Drupal
WordPress
Joomla
Ghost
Progress Sitefinity
Grav
ProcessWire
SquareSpace
Base SAS
Stata
EViews
IBM SPSS Statistics
RStudio
NumXL
JMP
SAS/STAT
DrupalNo Base SAS videos yet. You could help us improve this page by suggesting one.
Based on our record, Drupal seems to be more popular. It has been mentiond 28 times since March 2021. We are tracking product recommendations and mentions on various public social media platforms and blogs. They can help you identify which product is more popular and what people think of it.

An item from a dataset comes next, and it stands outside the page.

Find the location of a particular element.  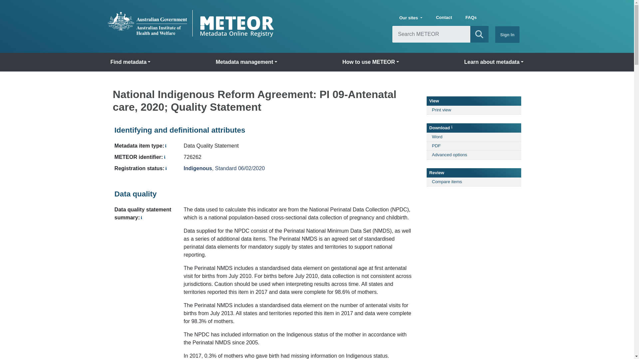

Search METEOR is located at coordinates (479, 34).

I would be interested in some good migration tools, paid ones are also ok. I found a post about this on drupal.org, but it didn't seem like an easy process. It is a multilanguage site with many content types, and a totally custom theme. Source: over 3 years ago
You got already good advice, but wanted to point the guide of drupal.org where you can see some tools listed with instructions and channels https://www.drupal.org/community/contributor-guide/reference-information/talk/tools. Source: over 3 years ago
There is a service call GitPod that provides a temporary container Drupal environment. If you are familiar with what is going on around the future of how Drupal modules will eventually be offered up, you will likely have seen the "Project Browser" module as a contrib demo of the approach. It is used for people to give feedback to the developers. So they set up the typical 'SimplyTestMe' but also a GitPod... Source: almost 4 years ago
For reviews, it depends entirely on what you mean by "review". I believe core has a simple comment module, although it may have been deprecated for D9? There are likely many review-style modules on drupal.org that might work, or if you just want to link out to third-party reviews then it could just be a repeating-value link field on the Product content type. Source: almost 4 years ago
They should also use standards tools like Github. The drupal.org platform was certainly impressive 10 years ago, today it's a pain to use it. They ducktape it with gitlab, but really it sucks to have to read documentation to simply do a pull request. Source: almost 4 years ago
WordPress - WordPress is web software you can use to create a beautiful website or blog. We like to say that WordPress is both free and priceless at the same time.
Stata - Stata is a software that combines hundreds of different statistical tools into one user interface. Everything from data management to statistical analysis to publication-quality graphics is supported by Stata. Read more about Stata.
Joomla - Joomla! is the mobile-ready and user-friendly way to build your website. Choose from thousands of features and designs. Joomla! is free and open source.
EViews - EViews (Econometric Views) is a statistical package for Windows, used mainly for time-series...
Ghost - Ghost is a fully open source, adaptable platform for building and running a modern online publication. We power blogs, magazines and journalists from Zappos to Sky News.
IBM SPSS Statistics - IBM SPSS Statistics is software that provides detailed analysis of statistical data. The company behind the product practically needs no introduction, as it's been a staple of the technology industry for over 100 years.